The third chapter, “Puttermesser Paired,” returns to the question of art, imitation, and their relationship to life when Ruth falls in love with the painter Rupert Rabeeno. She first meets him at the Metropolitan Museum of Art, where he is painting an imitation or “reenactment” of The Death of Socrates. Here Ozick engages in subtle symbolism in her second allusion to the philosophic tradition and to its central Socratic tenet, “The unexamined life is not worth living.” By the end of the novel and of Ruth’s life, the irony of such a belief will be clear to the reader.

The fourth chapter, “Puttermesser and the Muscovite Cousin,” is, in contrast to earlier chapters, the least richly imagined and fantastically described.
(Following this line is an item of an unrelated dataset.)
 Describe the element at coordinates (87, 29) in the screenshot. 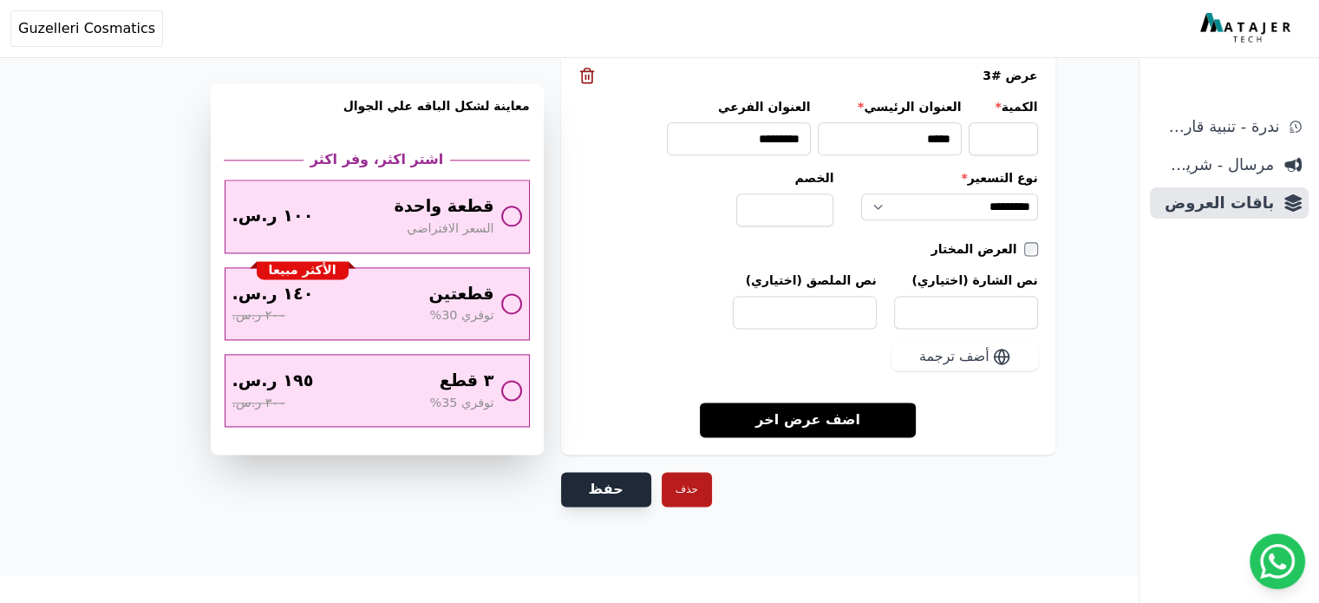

It returns to Ozick’s central preoccupation as a writer with questions of Jewish identity and its relation to community.

The fantastic returns in the last chapter, “Puttermesser in Paradise,” where Ozick indulges her satirical antiutopian impulse and manages to negate much of what the reader has learned about Ruth in a paradise that quickly becomes hell.

Critical Context

Ozick’s publications, beginning with the novel Trust (1966), range among collected poems, short stories, essays, novels, and plays. They include The Pagan Rabbi and Other Stories (1971), Art and Ardor: Essays (1983), The Messiah of Stockholm (1987), Metaphor and Memory: Essays (1989), Epodes: First Poems (1982), The Shawl (1989), Portrait of the Artist as a Bad Character and Other Essays on Writing (1994), and Fame and Folly (1996). Ozick has received numerous awards, among them a Guggenheim Fellowship and a Mildred and Harold Straus Living Award from the American Academy and National Institute of Arts and Letters.

Ozick rejects the term “woman writer” as a significant category to describe her achievement, but she embraces “Jewish writer” as a category of civilization, culture, and intellect, a heritage she affirms that always informs her fiction. Many critics found her first novel, Trust (1966), unreadable because it was heavily influenced by the example of Henry James. Once she abandoned Jamesian influence, however, Ozick’s fiction became preoccupied with questions of Jewish identity, particularly the meaning of the Holocaust. In her short story “The Shawl,” she creates a powerful and moving account of life and death in a concentration camp. The Cannibal Galaxy (1983) concerns the spiritual struggles of a survivor of the Holocaust who becomes a headmaster of a school in the American Midwest. The Messiah of Stockholm (1989) raises questions of identity and authenticity important to a writer as morally serious as Ozick. It also reflects Ozick’s interest in the ways in which art can interfere with life, as it does in the third chapter, “Puttermesser Paired,” of the The Puttermesser Papers. For many of her characters, assimilation of Jewish identity to that of the dominant culture is impossible, since it entails the disappearance of what is distinctively Jewish in the characters’ makeup.

Bibliography

Cohen, Sarah Blacher. Cynthia Ozick’s Comic Art. Bloomington: Indiana University Press, 1994. States that Ozick writes comedy of character that exposes the flawed nature of her protagonists. Places her in the context of other Jewish writers and the tradition of rabbinical wisdom.

Finkelstein, Norman. The Ritual of New Creation: Jewish Tradition and Contemporary Literature. Albany: State University of New York Press, 1992. Only one chapter discusses Ozick, but she is placed in elite company with Harold Bloom, George Steiner, and Walter Benjamin as one of the twentieth century’s leading Jewish intellectuals.

Friedman, Laurence S. Understanding Cynthia Ozick. Columbia: University of South Carolina Press, 1991. A good general introduction to her fiction. Useful on the tensions between assimilation and separateness as they relate to issues in Jewish identity. Good on the role of fantasy and the golem in Jewish tradition.

Kauvar, Elaine M. Cynthia Ozick’s Fiction: Tradition and Invention. Bloomington: Indiana University Press, 1993. Good discussion of the role of Socrates, fantasy, and the Doppelgänger in Ruth Puttermesser’s adventures. An impressive study of Ozick’s achievement, especially in her short fiction.

Victor Strandberg, Greek Mind/Jewish Soul: The Conflicted Art of Cynthia Ozick. Madison: University of Wisconsin Press, 1994. Excellent on Ozick’s biography and its connection with her art.